Toffah, Gaza.
Yesterday morning I visited Toffah, a small farming area about one mile from the Israeli border. Because it sits atop a hill, it so was prime land for Israeli surveillance during the invasion. Mohammed, a university student, agreed to go out to Toffah and translate for me.
As we climbed the hill towards the farms, the damage steadily increased. Houses were completely crushed. Orange, olive, and lemon trees were bulldozed into the ground. People were hard at work everywhere. Women carrying babies and children as young as 5 or 6 were picking up oranges and sifting through the rubble for still usable clothes and household items.
A woman with a baby in her arms walked over to me and took me by the hand. She brought me to see her nephews who were digging oranges out of the rubble. Hamza, 10, and Ahmed, 13, were salvaging whatever oranges they could and sawing up wood for firewood to use in cooking. Then the woman began speaking to me furiously in Arabic. Mohammed explained that the area where we were had been their land. Their extended family supported themselves and ate from the oranges and lemons they harvested and from the chickens they raised. Over and over the woman asked me, “How will we feed ourselves?”
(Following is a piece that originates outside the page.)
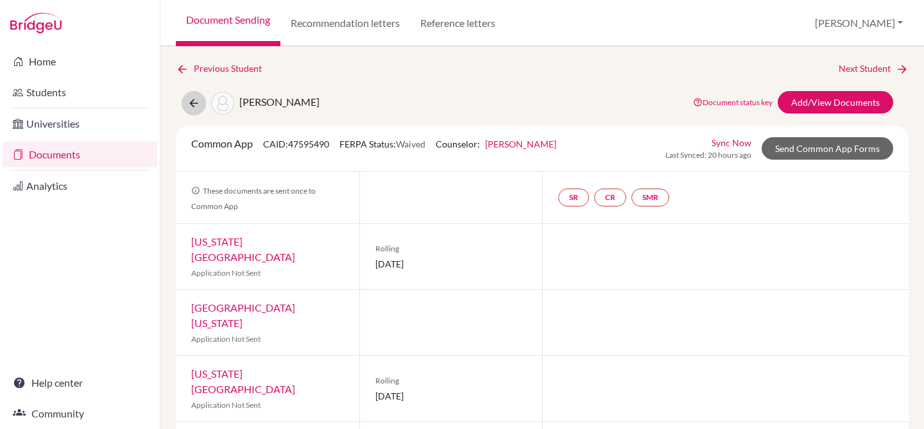  What do you see at coordinates (36, 23) in the screenshot?
I see `img: Bridge-U` at bounding box center [36, 23].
I did not know what to say. In my broken Arabic, I apologized for U.S. support for what happened to her and her family. As I said good bye, I promised to tell people her story.
We had only walked about a hundred feet when another person stopped us. Yusif pointed out his destroyed house and many crushed trays of eggs. He explained that his family escaped the bombing but his neighbors did not. His neighbors spent 15 days trapped in the rubble waiting to be rescued. Some survived and some died waiting for help. Another body was found in one of the houses a few hours before. More were expected. There was a strong smell of death in some areas. I could not tell if it was from dead chickens or dead people.
We then spoke with a family whose house was one of the few left partially standing. They were camped out in the shell of the house, making fires with wood from destroyed trees. Most other people we spoke with were staying in United Nations schools turned shelters. The UN school/shelters will close in two weeks when the schools reopen.
I asked each person I spoke with where they expected to be in two weeks. “We don’t know” became the refrain from everybody I asked. “We will just have to wait and see what happens. You can’t think about the future in Gaza.”
Finally I spoke with 83 year old Mohammed Darouni. He spoke excellent English and was carrying a saw. He told me he learned English from the British who were there in 1948. “I helped them,” he said, “and then they let us be driven from our land. I started again and grew more trees, olive and orange and now they have destroyed them again. I am 83,” he said passionately as he raised his saw in the air,” but I will start again.”
AUDREY STEWART has been in Gaza for several days. Audrey is a human rights worker and mother of two young sons in New Orleans.